Friday, December 15, 2006

Do you have the means to commit suicide?



Y'know when you're a kid and somebody makes that ol' joke about how they're going to get you committed to an insane asylum? Or was that only me that got hit with that one?

It's not as far fetched as you might imagine.

Two years ago Andre Blais, 43, of Pointe aux Trembles, got really really drunk. Twenty four beers drunk. And he sniffed a line or two. When he returned home he got lonely so he called up Tel-Aide. A recording said that the service was not available and it offered another number for those emergency cases inclined to suicide. Blais, the drunken welfare recipient, didn't entirely grasp that he was now dialing the Suicide-Action line. The attendant asked him a couple of questions, such as : "do you have the means to commit suicide?" His incoherent utterances weren't satisfactory, so the attendant told him, "we're sending an ambulance to your home within five minutes." Blais was incredulous. "What? No, I'm okay, I'm not suicidal."   Soon the ambulance people came with cops and brought him to the Santa Cabrini hospital in St. Leonard where he was forced to lie on a cot in the hallway for 15 straight hours.
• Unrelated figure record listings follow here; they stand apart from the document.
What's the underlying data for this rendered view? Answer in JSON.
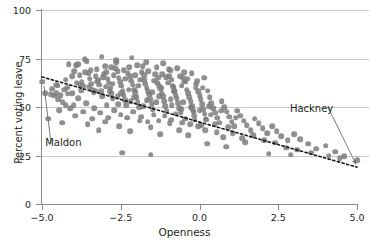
{
  "chart_data": {
    "type": "scatter",
    "title": "",
    "xlabel": "Openness",
    "ylabel": "Percent voting leave",
    "xlim": [
      -5.0,
      5.0
    ],
    "ylim": [
      0,
      100
    ],
    "xticks": [
      -5.0,
      -2.5,
      0.0,
      2.5,
      5.0
    ],
    "xtick_labels": [
      "-5.0",
      "-2.5",
      "0.0",
      "2.5",
      "5.0"
    ],
    "yticks": [
      0,
      25,
      50,
      75,
      100
    ],
    "ytick_labels": [
      "0",
      "25",
      "50",
      "75",
      "100"
    ],
    "grid": "horizontal",
    "legend": "none",
    "point_color": "#7d7d7d",
    "axis_color": "#8a8a8a",
    "grid_color": "#c9c9c9",
    "text_color": "#231f20",
    "trendline": {
      "style": "dotted",
      "color": "#1a1a1a",
      "x": [
        -5.0,
        5.0
      ],
      "y": [
        65.5,
        19.0
      ]
    },
    "annotations": [
      {
        "label": "Maldon",
        "point_x": -5.0,
        "point_y": 63.0,
        "text_x": -4.9,
        "text_y": 32.0
      },
      {
        "label": "Hackney",
        "point_x": 5.0,
        "point_y": 22.5,
        "text_x": 3.95,
        "text_y": 49.0
      }
    ],
    "points": [
      [
        -5.0,
        63.0
      ],
      [
        -4.72,
        56.5
      ],
      [
        -4.62,
        55.8
      ],
      [
        -4.55,
        57.2
      ],
      [
        -4.48,
        54.0
      ],
      [
        -4.4,
        56.0
      ],
      [
        -4.34,
        52.5
      ],
      [
        -4.25,
        51.0
      ],
      [
        -4.18,
        56.8
      ],
      [
        -4.1,
        49.5
      ],
      [
        -4.05,
        66.0
      ],
      [
        -3.98,
        68.5
      ],
      [
        -3.92,
        71.5
      ],
      [
        -3.86,
        72.0
      ],
      [
        -3.8,
        66.5
      ],
      [
        -3.74,
        63.0
      ],
      [
        -3.7,
        61.0
      ],
      [
        -3.62,
        68.0
      ],
      [
        -3.58,
        73.5
      ],
      [
        -3.52,
        67.5
      ],
      [
        -3.48,
        64.5
      ],
      [
        -3.44,
        62.0
      ],
      [
        -3.4,
        59.0
      ],
      [
        -3.36,
        57.5
      ],
      [
        -3.3,
        66.0
      ],
      [
        -3.26,
        69.5
      ],
      [
        -3.22,
        64.0
      ],
      [
        -3.18,
        61.5
      ],
      [
        -3.12,
        58.0
      ],
      [
        -3.08,
        55.5
      ],
      [
        -3.04,
        67.0
      ],
      [
        -3.0,
        71.0
      ],
      [
        -2.96,
        68.0
      ],
      [
        -2.92,
        64.5
      ],
      [
        -2.88,
        62.5
      ],
      [
        -2.84,
        60.0
      ],
      [
        -2.8,
        57.0
      ],
      [
        -2.76,
        54.5
      ],
      [
        -2.72,
        66.5
      ],
      [
        -2.68,
        70.0
      ],
      [
        -2.64,
        73.0
      ],
      [
        -2.6,
        68.5
      ],
      [
        -2.56,
        65.0
      ],
      [
        -2.52,
        63.0
      ],
      [
        -2.48,
        61.0
      ],
      [
        -2.44,
        58.5
      ],
      [
        -2.4,
        56.0
      ],
      [
        -2.36,
        53.5
      ],
      [
        -2.32,
        51.0
      ],
      [
        -2.28,
        67.5
      ],
      [
        -2.24,
        70.5
      ],
      [
        -2.2,
        66.0
      ],
      [
        -2.16,
        63.5
      ],
      [
        -2.12,
        61.5
      ],
      [
        -2.08,
        59.0
      ],
      [
        -2.04,
        57.5
      ],
      [
        -2.0,
        55.0
      ],
      [
        -1.96,
        52.5
      ],
      [
        -1.92,
        50.0
      ],
      [
        -1.88,
        64.0
      ],
      [
        -1.84,
        68.0
      ],
      [
        -1.8,
        71.0
      ],
      [
        -1.76,
        66.5
      ],
      [
        -1.72,
        62.0
      ],
      [
        -1.68,
        60.0
      ],
      [
        -1.64,
        58.0
      ],
      [
        -1.6,
        56.5
      ],
      [
        -1.56,
        54.0
      ],
      [
        -1.52,
        51.5
      ],
      [
        -1.48,
        49.0
      ],
      [
        -1.44,
        63.5
      ],
      [
        -1.4,
        67.0
      ],
      [
        -1.36,
        70.5
      ],
      [
        -1.32,
        65.0
      ],
      [
        -1.28,
        61.0
      ],
      [
        -1.24,
        59.5
      ],
      [
        -1.2,
        57.0
      ],
      [
        -1.16,
        55.5
      ],
      [
        -1.12,
        53.0
      ],
      [
        -1.08,
        50.5
      ],
      [
        -1.04,
        48.0
      ],
      [
        -1.0,
        62.5
      ],
      [
        -0.96,
        66.0
      ],
      [
        -0.92,
        69.0
      ],
      [
        -0.88,
        64.0
      ],
      [
        -0.84,
        60.5
      ],
      [
        -0.8,
        58.0
      ],
      [
        -0.76,
        56.0
      ],
      [
        -0.72,
        54.5
      ],
      [
        -0.68,
        52.0
      ],
      [
        -0.64,
        49.5
      ],
      [
        -0.6,
        47.0
      ],
      [
        -0.56,
        61.0
      ],
      [
        -0.52,
        65.0
      ],
      [
        -0.48,
        68.0
      ],
      [
        -0.44,
        63.0
      ],
      [
        -0.4,
        59.0
      ],
      [
        -0.36,
        57.0
      ],
      [
        -0.32,
        55.0
      ],
      [
        -0.28,
        53.0
      ],
      [
        -0.24,
        50.5
      ],
      [
        -0.2,
        48.0
      ],
      [
        -0.16,
        45.5
      ],
      [
        -0.12,
        60.0
      ],
      [
        -0.08,
        63.5
      ],
      [
        -0.04,
        58.0
      ],
      [
        0.0,
        56.0
      ],
      [
        0.04,
        54.0
      ],
      [
        0.08,
        51.5
      ],
      [
        0.12,
        49.0
      ],
      [
        0.16,
        46.5
      ],
      [
        0.2,
        44.0
      ],
      [
        0.26,
        58.5
      ],
      [
        0.32,
        55.0
      ],
      [
        0.38,
        52.0
      ],
      [
        0.44,
        49.5
      ],
      [
        0.5,
        47.0
      ],
      [
        0.56,
        44.5
      ],
      [
        0.62,
        42.0
      ],
      [
        0.7,
        53.0
      ],
      [
        0.78,
        50.0
      ],
      [
        0.86,
        47.5
      ],
      [
        0.94,
        45.0
      ],
      [
        1.02,
        42.5
      ],
      [
        1.1,
        40.0
      ],
      [
        1.2,
        48.0
      ],
      [
        1.3,
        45.5
      ],
      [
        1.4,
        43.0
      ],
      [
        1.5,
        40.5
      ],
      [
        1.62,
        38.0
      ],
      [
        1.75,
        44.0
      ],
      [
        1.88,
        41.5
      ],
      [
        2.0,
        39.0
      ],
      [
        2.15,
        36.5
      ],
      [
        2.3,
        40.0
      ],
      [
        2.45,
        37.5
      ],
      [
        2.6,
        35.0
      ],
      [
        2.8,
        33.0
      ],
      [
        3.0,
        36.0
      ],
      [
        3.2,
        33.5
      ],
      [
        3.45,
        31.0
      ],
      [
        3.7,
        28.5
      ],
      [
        4.0,
        30.0
      ],
      [
        4.3,
        27.0
      ],
      [
        4.6,
        24.5
      ],
      [
        5.0,
        22.5
      ],
      [
        -4.8,
        44.0
      ],
      [
        -4.35,
        42.0
      ],
      [
        -3.95,
        45.5
      ],
      [
        -3.55,
        41.0
      ],
      [
        -3.2,
        38.0
      ],
      [
        -2.9,
        44.5
      ],
      [
        -2.55,
        40.0
      ],
      [
        -2.2,
        37.5
      ],
      [
        -1.9,
        43.0
      ],
      [
        -1.55,
        39.5
      ],
      [
        -1.25,
        36.0
      ],
      [
        -0.95,
        41.5
      ],
      [
        -0.65,
        38.0
      ],
      [
        -0.35,
        35.5
      ],
      [
        -0.05,
        40.0
      ],
      [
        -2.45,
        26.5
      ],
      [
        -1.55,
        25.5
      ],
      [
        0.25,
        31.0
      ],
      [
        0.85,
        29.5
      ],
      [
        1.45,
        32.0
      ],
      [
        -4.15,
        72.0
      ],
      [
        -3.65,
        74.5
      ],
      [
        -3.1,
        76.0
      ],
      [
        -2.65,
        74.0
      ],
      [
        -2.15,
        75.5
      ],
      [
        -1.7,
        73.0
      ],
      [
        -1.15,
        72.5
      ],
      [
        -0.7,
        70.0
      ],
      [
        -0.25,
        67.5
      ],
      [
        0.15,
        65.0
      ],
      [
        -4.55,
        61.5
      ],
      [
        -4.3,
        59.0
      ],
      [
        -4.05,
        57.0
      ],
      [
        -3.85,
        54.5
      ],
      [
        -3.6,
        52.0
      ],
      [
        -3.35,
        49.5
      ],
      [
        -3.15,
        47.0
      ],
      [
        -2.95,
        51.0
      ],
      [
        -2.7,
        48.5
      ],
      [
        -2.5,
        46.0
      ],
      [
        -2.3,
        44.5
      ],
      [
        -2.1,
        47.5
      ],
      [
        -1.85,
        45.0
      ],
      [
        -1.65,
        42.5
      ],
      [
        -1.45,
        46.0
      ],
      [
        -1.3,
        43.0
      ],
      [
        -1.1,
        45.5
      ],
      [
        -0.9,
        43.5
      ],
      [
        -0.75,
        46.5
      ],
      [
        -0.55,
        42.0
      ],
      [
        -0.45,
        44.0
      ],
      [
        -0.3,
        41.0
      ],
      [
        -0.15,
        43.5
      ],
      [
        0.05,
        40.5
      ],
      [
        0.18,
        38.0
      ],
      [
        -3.45,
        69.0
      ],
      [
        -3.05,
        65.5
      ],
      [
        -2.75,
        62.0
      ],
      [
        -2.35,
        64.5
      ],
      [
        -2.05,
        66.5
      ],
      [
        -1.75,
        64.0
      ],
      [
        -1.35,
        62.5
      ],
      [
        -1.05,
        65.5
      ],
      [
        -0.85,
        61.0
      ],
      [
        -0.5,
        63.0
      ],
      [
        -4.9,
        57.0
      ],
      [
        -4.68,
        59.5
      ],
      [
        -4.5,
        61.0
      ],
      [
        -4.2,
        60.0
      ],
      [
        -3.9,
        62.5
      ],
      [
        -3.75,
        58.5
      ],
      [
        -3.5,
        60.5
      ],
      [
        -3.25,
        63.0
      ],
      [
        -2.85,
        58.0
      ],
      [
        -2.6,
        55.5
      ],
      [
        -2.25,
        59.0
      ],
      [
        -1.95,
        61.0
      ],
      [
        -1.5,
        57.5
      ],
      [
        -1.2,
        60.0
      ],
      [
        -0.8,
        58.5
      ],
      [
        0.35,
        46.0
      ],
      [
        0.55,
        37.0
      ],
      [
        0.75,
        34.5
      ],
      [
        1.05,
        36.5
      ],
      [
        1.35,
        34.0
      ],
      [
        1.7,
        35.5
      ],
      [
        2.05,
        33.0
      ],
      [
        2.4,
        31.5
      ],
      [
        2.75,
        29.0
      ],
      [
        3.1,
        28.0
      ],
      [
        3.55,
        26.5
      ],
      [
        4.1,
        25.0
      ],
      [
        4.45,
        23.5
      ],
      [
        2.2,
        26.0
      ],
      [
        2.9,
        25.5
      ],
      [
        -2.8,
        70.5
      ],
      [
        -2.4,
        69.0
      ],
      [
        -1.98,
        71.5
      ],
      [
        -1.62,
        68.5
      ],
      [
        -1.18,
        67.0
      ],
      [
        -0.98,
        69.5
      ],
      [
        -0.62,
        66.0
      ],
      [
        -0.38,
        64.5
      ],
      [
        -0.1,
        62.0
      ],
      [
        0.1,
        60.0
      ],
      [
        -4.45,
        48.5
      ],
      [
        -4.0,
        51.0
      ],
      [
        -3.7,
        47.5
      ],
      [
        -3.4,
        44.0
      ],
      [
        -3.0,
        42.5
      ],
      [
        -2.58,
        51.5
      ],
      [
        -2.18,
        53.0
      ],
      [
        -1.78,
        50.5
      ],
      [
        -1.38,
        52.5
      ],
      [
        -0.88,
        51.0
      ],
      [
        -0.58,
        49.0
      ],
      [
        -0.18,
        47.5
      ],
      [
        0.22,
        43.5
      ],
      [
        0.48,
        41.0
      ],
      [
        0.92,
        39.5
      ],
      [
        -4.25,
        64.0
      ],
      [
        -3.8,
        61.5
      ],
      [
        -3.3,
        58.5
      ],
      [
        -2.98,
        60.5
      ],
      [
        -2.48,
        57.0
      ],
      [
        -2.08,
        55.0
      ],
      [
        -1.68,
        53.5
      ],
      [
        -1.28,
        55.5
      ],
      [
        -0.92,
        54.0
      ],
      [
        -0.52,
        52.5
      ],
      [
        -0.28,
        50.0
      ],
      [
        0.0,
        48.5
      ],
      [
        0.3,
        50.5
      ],
      [
        0.68,
        48.0
      ],
      [
        1.15,
        44.5
      ]
    ]
  }
}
  He decided that was enough, he unplugged his IV and hauled tail back home.
   When he arrived home it was a major fiasco. He soon found 15 cop cars outside his home and the cops were banging on his door. They marched into his home as if he were a dangerous terrorist. They found him terrified, cowering in the closet and took him away again, this time to a hard core insane asylum, the Louis Hypolite Lafontaine Hospital.
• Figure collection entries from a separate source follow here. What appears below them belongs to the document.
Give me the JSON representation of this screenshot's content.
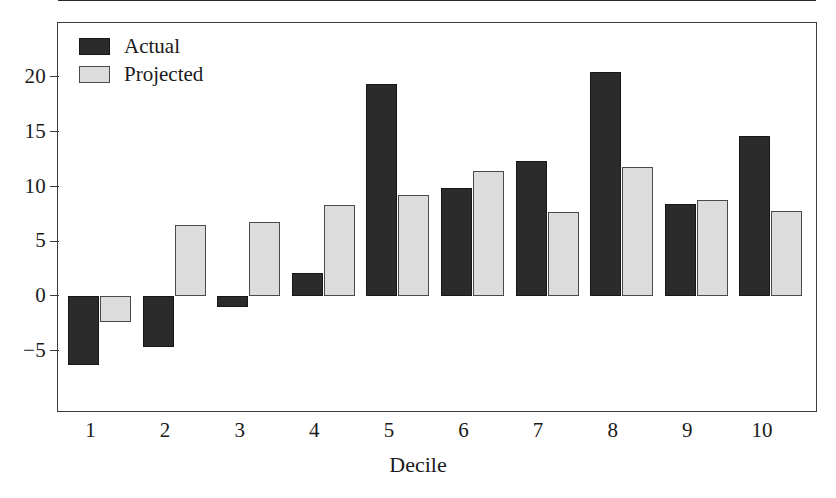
{
  "chart_data": {
    "type": "bar",
    "title": "",
    "xlabel": "Decile",
    "ylabel": "",
    "categories": [
      "1",
      "2",
      "3",
      "4",
      "5",
      "6",
      "7",
      "8",
      "9",
      "10"
    ],
    "series": [
      {
        "name": "Actual",
        "color": "#2b2b2b",
        "values": [
          -6.3,
          -4.7,
          -1.0,
          2.1,
          19.4,
          9.9,
          12.3,
          20.5,
          8.4,
          14.6
        ]
      },
      {
        "name": "Projected",
        "color": "#dcdcdc",
        "values": [
          -2.4,
          6.5,
          6.8,
          8.3,
          9.2,
          11.4,
          7.7,
          11.8,
          8.8,
          7.8
        ]
      }
    ],
    "yticks": [
      20,
      15,
      10,
      5,
      0,
      -5
    ],
    "ytick_labels": [
      "20",
      "15",
      "10",
      "5",
      "0",
      "−5"
    ],
    "ylim": [
      -8.5,
      23.4
    ],
    "grid": false,
    "legend_position": "top-left",
    "frame": true
  },
  "legend": {
    "items": [
      {
        "label": "Actual",
        "swatch": "dark-square-swatch"
      },
      {
        "label": "Projected",
        "swatch": "light-square-swatch"
      }
    ]
  },
  "axes": {
    "x_title": "Decile",
    "x_labels": [
      "1",
      "2",
      "3",
      "4",
      "5",
      "6",
      "7",
      "8",
      "9",
      "10"
    ],
    "y_labels": [
      "20",
      "15",
      "10",
      "5",
      "0",
      "−5"
    ]
  }
}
   This time he was quickly evaluated and released. Blais later fileda complaint to the police ethics committee but it was refused.
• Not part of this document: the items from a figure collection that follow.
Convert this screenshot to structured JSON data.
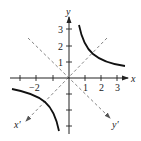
{
  "diagram": {
    "axes": {
      "x_label": "x",
      "y_label": "y",
      "x_prime_label": "x′",
      "y_prime_label": "y′"
    },
    "x_tick_labels": [
      "−2",
      "1",
      "2",
      "3"
    ],
    "y_tick_labels": [
      "1",
      "2",
      "3"
    ],
    "curve": "y = 2/x",
    "colors": {
      "curve": "#111111",
      "axes": "#222222",
      "dashed": "#777777"
    }
  }
}
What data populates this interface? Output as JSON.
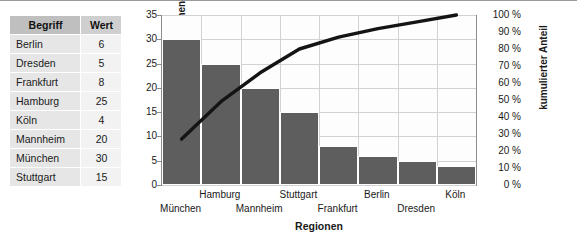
{
  "table": {
    "headers": [
      "Begriff",
      "Wert"
    ],
    "rows": [
      {
        "begriff": "Berlin",
        "wert": "6"
      },
      {
        "begriff": "Dresden",
        "wert": "5"
      },
      {
        "begriff": "Frankfurt",
        "wert": "8"
      },
      {
        "begriff": "Hamburg",
        "wert": "25"
      },
      {
        "begriff": "Köln",
        "wert": "4"
      },
      {
        "begriff": "Mannheim",
        "wert": "20"
      },
      {
        "begriff": "München",
        "wert": "30"
      },
      {
        "begriff": "Stuttgart",
        "wert": "15"
      }
    ]
  },
  "chart_data": {
    "type": "bar",
    "title": "",
    "subtitle": "",
    "xlabel": "Regionen",
    "ylabel": "Kundenreklamationen",
    "y2label": "kumulierter Anteil",
    "categories": [
      "München",
      "Hamburg",
      "Mannheim",
      "Stuttgart",
      "Frankfurt",
      "Berlin",
      "Dresden",
      "Köln"
    ],
    "values": [
      30,
      25,
      20,
      15,
      8,
      6,
      5,
      4
    ],
    "cumulative_percent": [
      27,
      49,
      66,
      80,
      87,
      92,
      96,
      100
    ],
    "ylim": [
      0,
      35
    ],
    "y2lim": [
      0,
      100
    ],
    "yticks": [
      "0",
      "5",
      "10",
      "15",
      "20",
      "25",
      "30",
      "35"
    ],
    "y2ticks": [
      "0 %",
      "10 %",
      "20 %",
      "30 %",
      "40 %",
      "50 %",
      "60 %",
      "70 %",
      "80 %",
      "90 %",
      "100 %"
    ],
    "grid": true,
    "legend": "none",
    "series": [
      {
        "name": "Kundenreklamationen",
        "type": "bar",
        "color": "#5e5e5e",
        "values": [
          30,
          25,
          20,
          15,
          8,
          6,
          5,
          4
        ]
      },
      {
        "name": "kumulierter Anteil",
        "type": "line",
        "color": "#141414",
        "values": [
          27,
          49,
          66,
          80,
          87,
          92,
          96,
          100
        ]
      }
    ],
    "colors": {
      "bar": "#5e5e5e",
      "line": "#141414",
      "grid": "#d2d2d2",
      "axis": "#8c8c8c"
    }
  }
}
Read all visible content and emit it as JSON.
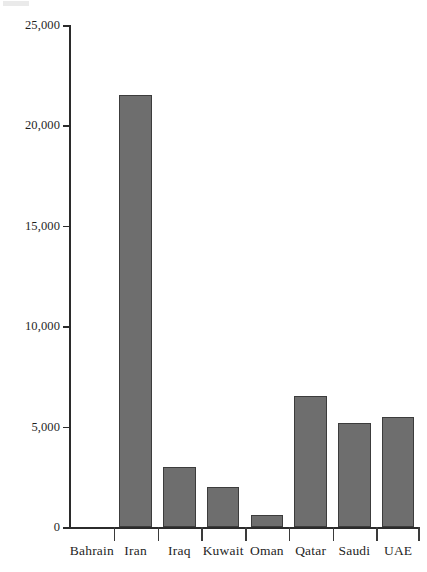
{
  "chart_data": {
    "type": "bar",
    "title": "",
    "subtitle": "",
    "xlabel": "",
    "ylabel": "",
    "categories": [
      "Bahrain",
      "Iran",
      "Iraq",
      "Kuwait",
      "Oman",
      "Qatar",
      "Saudi",
      "UAE"
    ],
    "values": [
      0,
      21500,
      3000,
      2000,
      600,
      6500,
      5200,
      5500
    ],
    "series": [
      {
        "name": "",
        "values": [
          0,
          21500,
          3000,
          2000,
          600,
          6500,
          5200,
          5500
        ]
      }
    ],
    "ylim": [
      0,
      25000
    ],
    "ytick_labels": [
      "0",
      "5,000",
      "10,000",
      "15,000",
      "20,000",
      "25,000"
    ],
    "ytick_values": [
      0,
      5000,
      10000,
      15000,
      20000,
      25000
    ],
    "grid": false,
    "legend": null,
    "annotations": [],
    "colors": {
      "bar_fill": "#6e6e6e",
      "bar_edge": "#3c3c3c",
      "axis": "#2b2b2b",
      "text": "#1f1f1f",
      "background": "#ffffff"
    }
  }
}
   When I told this story to a friend who reports for La Presse, he told me that he heard a similar story from a dancer at Cleopatra's. Her boyfriend called the suicide patrol on her needlessly and she was hauled away, forced to pay $150 in ambulance fees for her troubles.
   Since 1994 the ambulance staff have the power of discretion over whether you're suicidal or not. They decide by looking at you upon arrival. Suicide Action hauls off about three callers a day based on their calls. They say that they have a bulletin board covered with thank you notes, so mostly people are happy with what they do.